Friday Online Commentary & Diversions fun:
• Quote of the week: "Right at the outset of the show, the con's lasting image was burned in my brain: Kim Thompson and Gary Groth carrying a wooden palette piled high with empty boxes to the exit door by our table. They weren't fucking around. No interns, no 'assistants.' Now that's what I call, 'Keeping it Real'." – from Frank Santoro's SPX report at Comics Comics
• Review: "I've gone on record several times here saying how much I love [Jaime Hernandez's] Ti-Girls saga [in Love and Rockets: New Stories] and how it seems to 'get' the superhero genre in ways that the Big Two just don't seem to anymore.
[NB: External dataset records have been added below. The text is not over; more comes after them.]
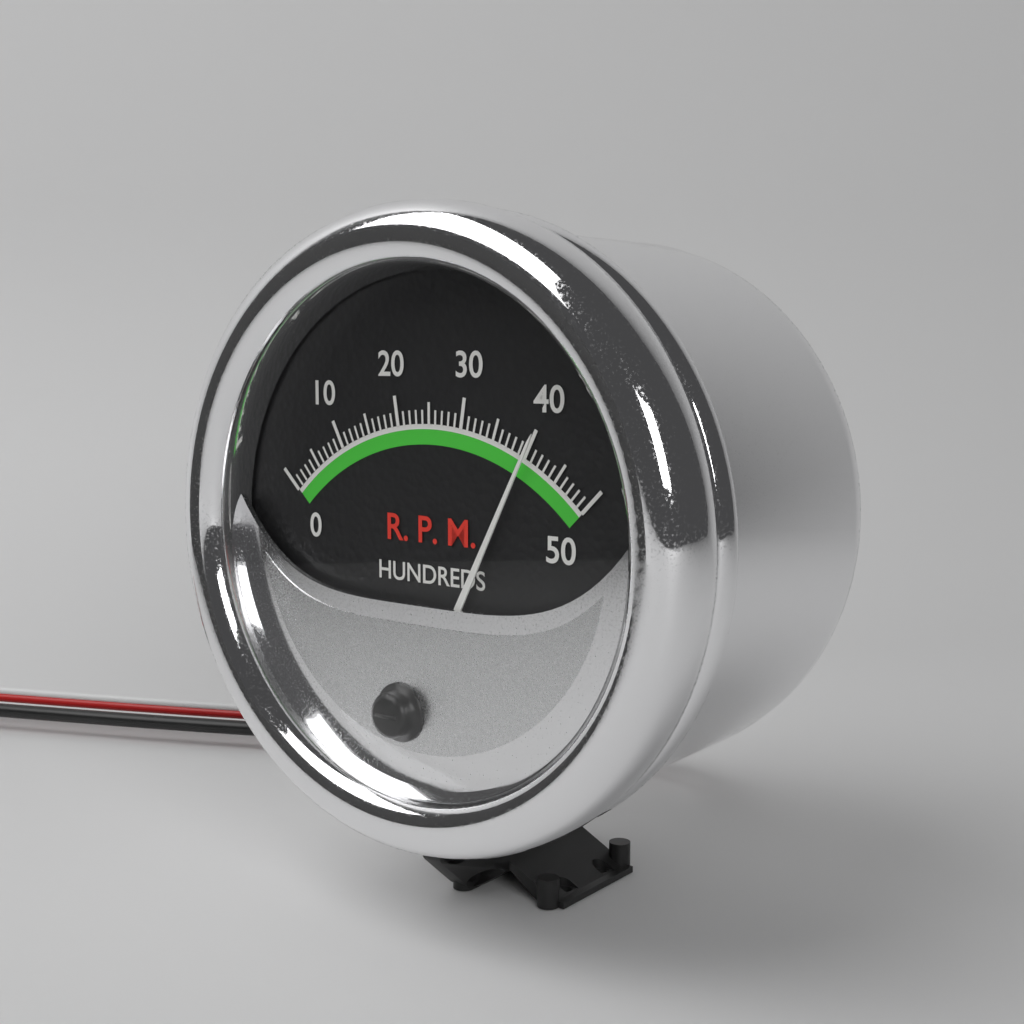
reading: 40 RPM x100
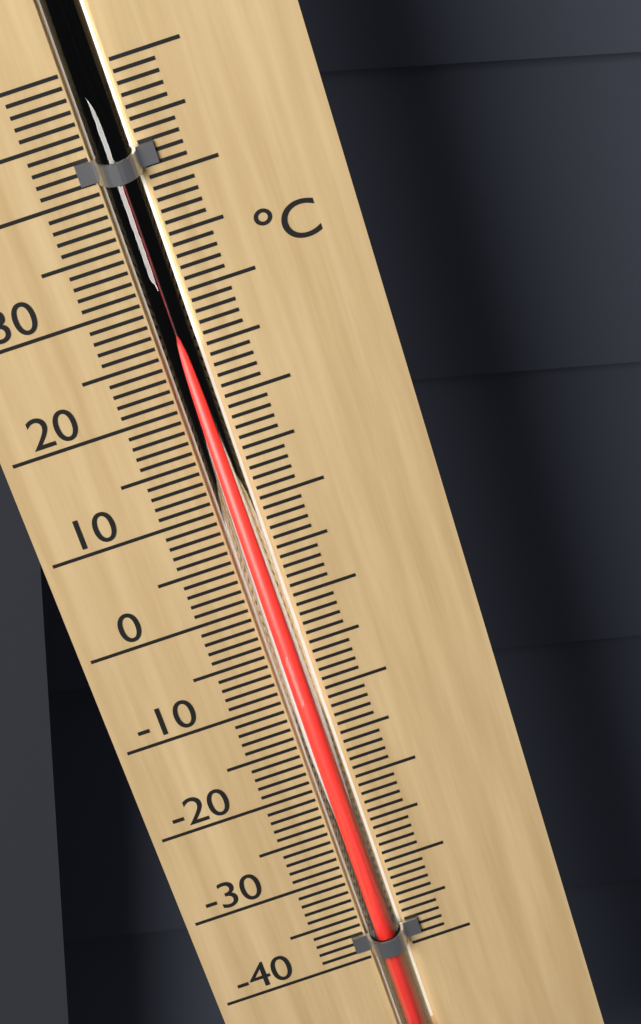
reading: 26 °C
All that holds true here [in issue #2] and more, with a wonderful, fitting ending for our heroines. I wonder what he'll do for an encore." – Chris Mautner, Robot 6
• Review: "…[M]oreso than any continuing comic I can think of, Ganges places maximum emphasis on how events don't matter so much in a life as how they're processed, by means ranging from simple moment-to-moment experience to fleeting reflections on whole segments of a guy's youth gone by. … Literalization of funnybook iconography powers the book's wit — I mean, word balloons that literally float, ok? — but it's how Huizenga builds on these ideas that matters, stacking images of thought streams and leaping licks of heartburn and disembodied heads with eyes closed to convey the enormity of a night passing, of conscious thought retreating, like a terrible shift in life itself. … Totally assured work, supremely technical so as to address the personal. Kevin Huizenga is this reading generation's Chris Ware, and his work cannot be ignored." – Joe McCulloch, Jog – The Blog
• Plug: "…[Mome Vol. 16] verily brims with Renée French, Archer Prewitt, T. Edward Bak, Dash Shaw and new Fuzz & Pluck from Ted Stearn. And it includes two exclusive Cold Heat stories…" – Joe McCulloch, Jog – The Blog (same link as above)
• Things to see: Tim Lane continues to pay bills and give thrills, this time with his poster for the St. Louis International Film Festival
• Math: Their heart's in the right place, but the Lehigh Valley Express-Times jumps the gun by a year on the 60th anniversary of Peanuts
• Separated at birth: Eric Reynolds and Cannonball?